Portia rolled her eyes and held out the info slate. "See for yourself. The diagnostic doesn't lie." She waggled the slate in Milady’s direction. "Just put on the costume, do some flips in the null-grav field, and then you can come back here and poke that spanner anywhere you want to on my leg."
"I'm not qualified to fix mechanical appendages," Milady muttered, looking down at the pile of sequins and beads and fringe.
"Then I guess you'll just have to be qualified to do a null-grav cabaret dance interpreting the first colony ships to make landfall on Landfall,” Portia quipped. “Use extra pins on the headdress to keep it from falling into your face."
Milady found a stray bead that had fallen off the costume. "You owe me for this. Everyone owes me for this."
"Cheer up. That new executive from the Stardrive company is going to be in the audience.
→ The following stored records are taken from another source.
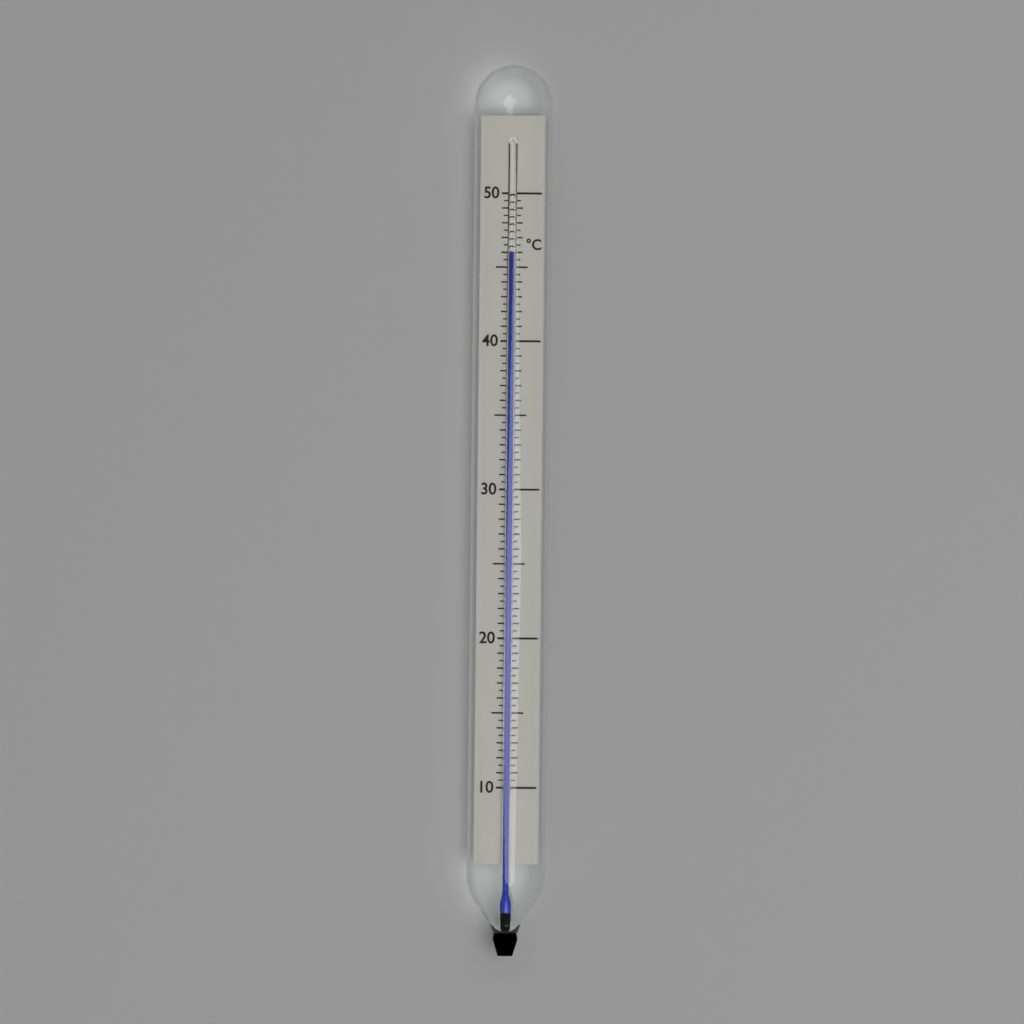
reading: 46.0 °C
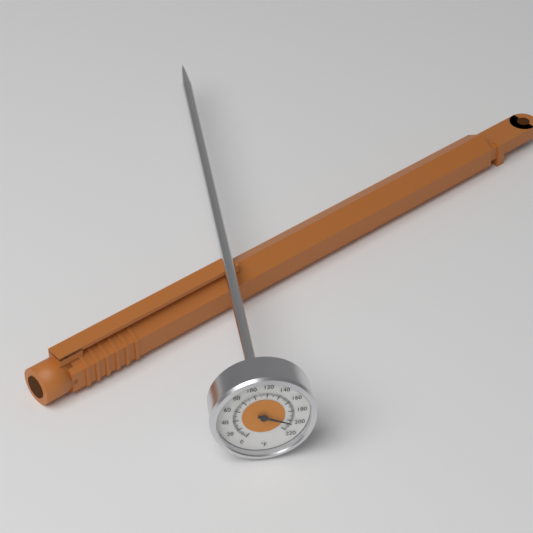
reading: 204 °F
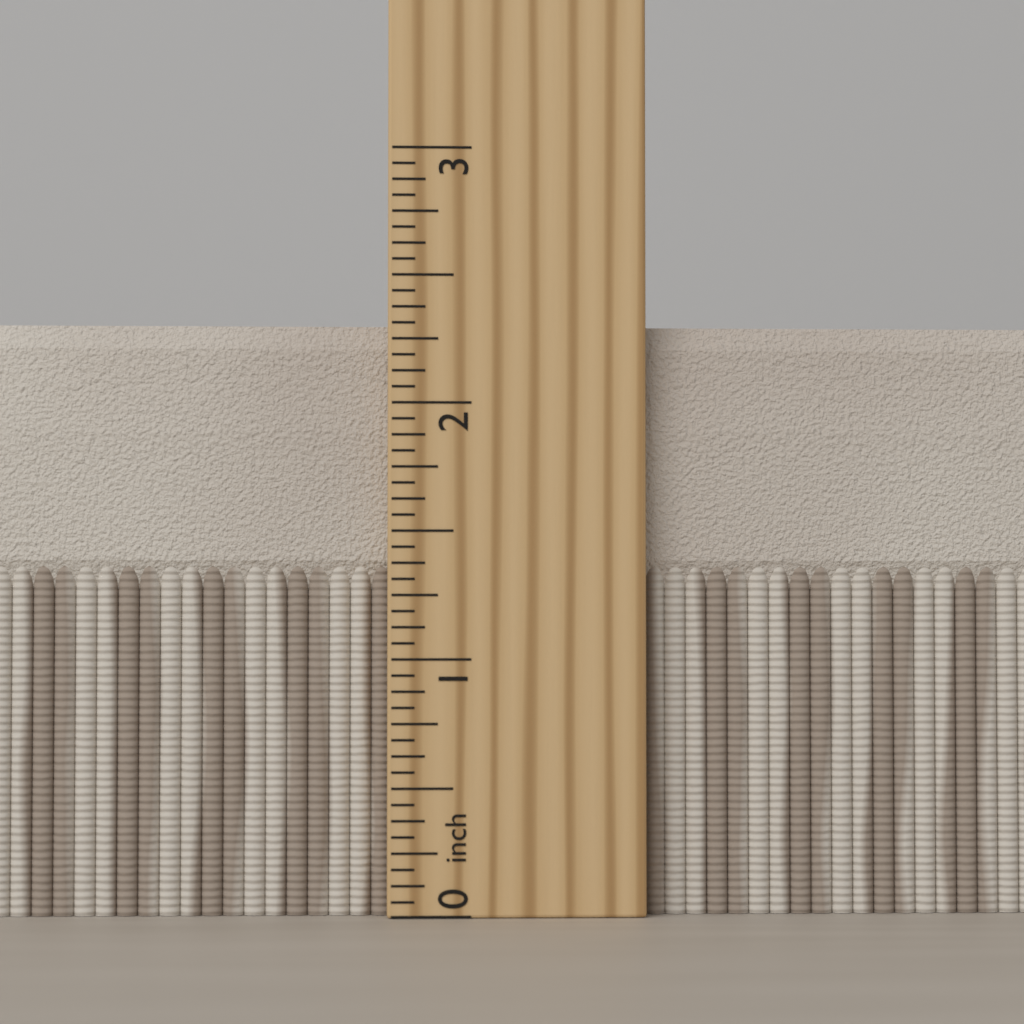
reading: 2.3125 inch
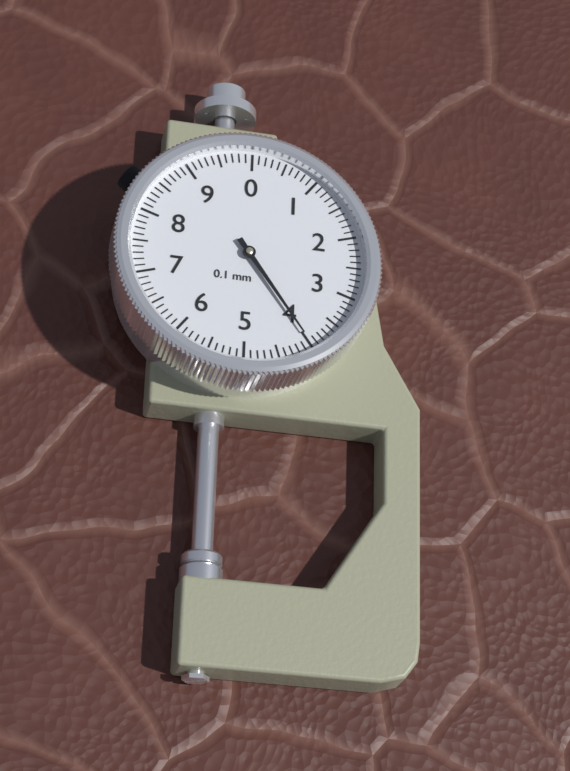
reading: 4.0 mm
Won't it be a kicker for him to see a stardrive mechanic doing things in null grav that most mechanics can't do." Portia chuckled. "Wearing an outfit most mechanics couldn't pull off."
Milady dropped the tangle of beaded costume. It landed back in the bin with a clatter, followed by a tinkle as another costume’s bells were disrupted "S-stardrive exec?"
A sudden curl of dread school through her lower midsection. She'd only heard the Zalco rep had docked some time this afternoon. She'd only caught a flash of his formal suit when she was in the trough earlier, in his House colors of azure and crimson, before her eyes caught sight of the logo, the house sigil, embroidered on the short dress cape he wore over one shoulder. Her brain was immediately pierced by internal feedback and she nearly passed out. Thank the Torch she was in zero-gee and only spun gently before she was dragged her back to her senses by a diagnostic bell.